The Mule flow XML definition is shown below. Notice that stream is enabled in both file inbound endpoint and CXF component. Enabling streaming in file inbound endpoint will result an InputStream payload instead of the the file content.

<mule ...>
    <cxf:configuration name="CXF" enableMuleSoapHeaders="true" initializeStaticBusInstance="true" />
    <file:connector name="FILE" outputPattern="*" autoDelete="true" streaming="true" validateConnections="true" />
    <http:connector name="HTTP" validateConnections="true" ... />
    <flow name="mtomFlow">
        <file:inbound-endpoint moveToDirectory="/tmp/mtom/backup" path="/tmp/mtom/in" connector-ref="FILE" />
        <logger message="File: #[message.inboundProperties['originalFilename']]" level="INFO" />
        <custom-processor class="com.appnovation.example.processor.MtomRequestProcessor" />
        <outbound-endpoint name="outboundMtomEndpoint" address="http://localhost:8081/mtom" exchange-pattern="request-response" connector-ref="HTTP">
            <cxf:jaxws-client clientClass="com.appnovation.example.mtom.ImageIOSOAPService" operation="upload" port="HTTP_Port" wsdlLocation="classpath:example.wsdl" mtomEnabled="true" >
            </cxf:jaxws-client>
        </outbound-endpoint>
    </flow>
</mule>

To generate the java stub classes, you can use the CXF component visial editor as explained earlier. Just make sure to copy the wsdl file into the project src/main/resources.

The Java custom processor implementation is shown below. Notice the DataHandler class implementation of the binary attribute in the SOAP request. The implementaiton will link the file input stream received from the inbound endopoint to the DataHandler which will enable direct streaming of data without preloading it into memory.

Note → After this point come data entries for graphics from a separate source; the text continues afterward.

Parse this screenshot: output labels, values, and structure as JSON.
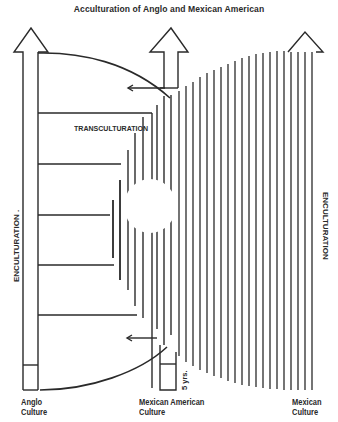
{
  "title": "Acculturation of Anglo and Mexican American",
  "labels": {
    "transculturation": "TRANSCULTURATION",
    "enculturation_left": "ENCULTURATION .",
    "enculturation_right": "ENCULTURATION",
    "five_years": "5 yrs.",
    "anglo_culture_line1": "Anglo",
    "anglo_culture_line2": "Culture",
    "mexican_american_culture_line1": "Mexican American",
    "mexican_american_culture_line2": "Culture",
    "mexican_culture_line1": "Mexican",
    "mexican_culture_line2": "Culture"
  },
  "diagram": {
    "columns": [
      {
        "name": "Anglo Culture",
        "arrow": "up"
      },
      {
        "name": "Mexican American Culture",
        "arrow": "up"
      },
      {
        "name": "Mexican Culture",
        "arrow": "up"
      }
    ],
    "left_horizontal_lines": 5,
    "right_vertical_line_count": 25,
    "transfer_arrows": [
      "top-left-pointing",
      "bottom-left-pointing"
    ],
    "line_color": "#2a2a2a"
  }
}
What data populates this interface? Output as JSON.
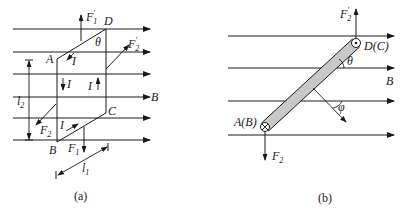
{
  "figure_a": {
    "caption": "(a)",
    "field_label": "B",
    "vertices": {
      "A": "A",
      "B": "B",
      "C": "C",
      "D": "D"
    },
    "angle_label": "θ",
    "current_label": "I",
    "forces": {
      "F1_prime": {
        "main": "F",
        "sub": "1",
        "prime": "′"
      },
      "F2_prime": {
        "main": "F",
        "sub": "2",
        "prime": "′"
      },
      "F1": {
        "main": "F",
        "sub": "1"
      },
      "F2": {
        "main": "F",
        "sub": "2"
      }
    },
    "dimensions": {
      "l1": {
        "main": "l",
        "sub": "1"
      },
      "l2": {
        "main": "l",
        "sub": "2"
      }
    }
  },
  "figure_b": {
    "caption": "(b)",
    "field_label": "B",
    "top_end_label": "D(C)",
    "bottom_end_label": "A(B)",
    "angle_theta": "θ",
    "angle_phi": "φ",
    "forces": {
      "F2_prime": {
        "main": "F",
        "sub": "2",
        "prime": "′"
      },
      "F2": {
        "main": "F",
        "sub": "2"
      }
    },
    "colors": {
      "rod_fill": "#c8c8c8",
      "ink": "#1a1a1a"
    }
  }
}
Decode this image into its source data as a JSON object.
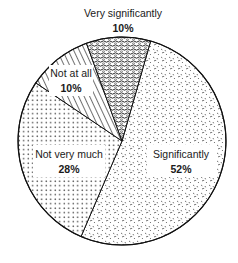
{
  "chart_data": {
    "type": "pie",
    "title": "",
    "start": "clockwise",
    "slices": [
      {
        "label": "Significantly",
        "value": 52,
        "display": "52%",
        "pattern": "fine-dash-stipple"
      },
      {
        "label": "Not very much",
        "value": 28,
        "display": "28%",
        "pattern": "dots"
      },
      {
        "label": "Not at all",
        "value": 10,
        "display": "10%",
        "pattern": "diagonal-hatch"
      },
      {
        "label": "Very significantly",
        "value": 10,
        "display": "10%",
        "pattern": "dense-wavy"
      }
    ],
    "legend": "none",
    "label_placement": "inside/above slices"
  }
}
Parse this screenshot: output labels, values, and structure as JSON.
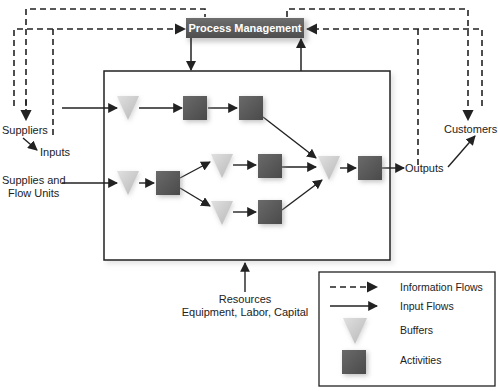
{
  "diagram": {
    "process_management": "Process Management",
    "labels": {
      "suppliers": "Suppliers",
      "inputs": "Inputs",
      "supplies_line1": "Supplies and",
      "supplies_line2": "Flow Units",
      "outputs": "Outputs",
      "customers": "Customers",
      "resources_line1": "Resources",
      "resources_line2": "Equipment, Labor, Capital"
    },
    "legend": [
      {
        "symbol": "dashed-arrow",
        "label": "Information Flows"
      },
      {
        "symbol": "solid-arrow",
        "label": "Input Flows"
      },
      {
        "symbol": "buffer-triangle",
        "label": "Buffers"
      },
      {
        "symbol": "activity-square",
        "label": "Activities"
      }
    ],
    "colors": {
      "activity": "#555555",
      "buffer": "#c8c8c8",
      "process_management": "#5a5a5a",
      "line": "#222222"
    }
  }
}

package com.appnovation.example.processor;

import java.io.IOException;
import java.io.InputStream;
import java.io.OutputStream;

import javax.activation.DataHandler;
import javax.activation.DataSource;
import javax.activation.MimetypesFileTypeMap;

import org.mule.api.MuleEvent;
import org.mule.api.MuleMessage;
import org.mule.api.processor.MessageProcessor;

import com.appnovation.example.mtom.ImageFileType;

public class MtomRequestProcessor implements MessageProcessor {
	@Override
	public MuleEvent process(final MuleEvent event) {
		try {
			MuleMessage msg = event.getMessage();
			final InputStream inStream = msg.getPayload(InputStream.class);
			final String fileName = msg.getInboundProperty("originalFilename");
			ImageFileType imageFile = new ImageFileType();
			imageFile.setFileName(fileName);
			imageFile.setImageData(new DataHandler(new DataSource() {
				@Override
				public String getContentType() {
					return new MimetypesFileTypeMap().getContentType(fileName);
				}
				@Override
				public InputStream getInputStream() throws IOException {
					return inStream;
				}
				@Override
				public String getName() {
					return fileName;
				}
				@Override
				public OutputStream getOutputStream() throws IOException {
					return null;
				}
			}));
			msg.setPayload(imageFile);
		} catch (Exception e) {
			e.printStackTrace();
		}
		return event;
	}
}

And that's about it. Running both web service consumer and provider above will stream files read from /tmp/mtom/in folder into /tmp/mtom/out folder over the http channel as SOAP message MTOM attachments without comsuming the Mule server memory and CPU resources.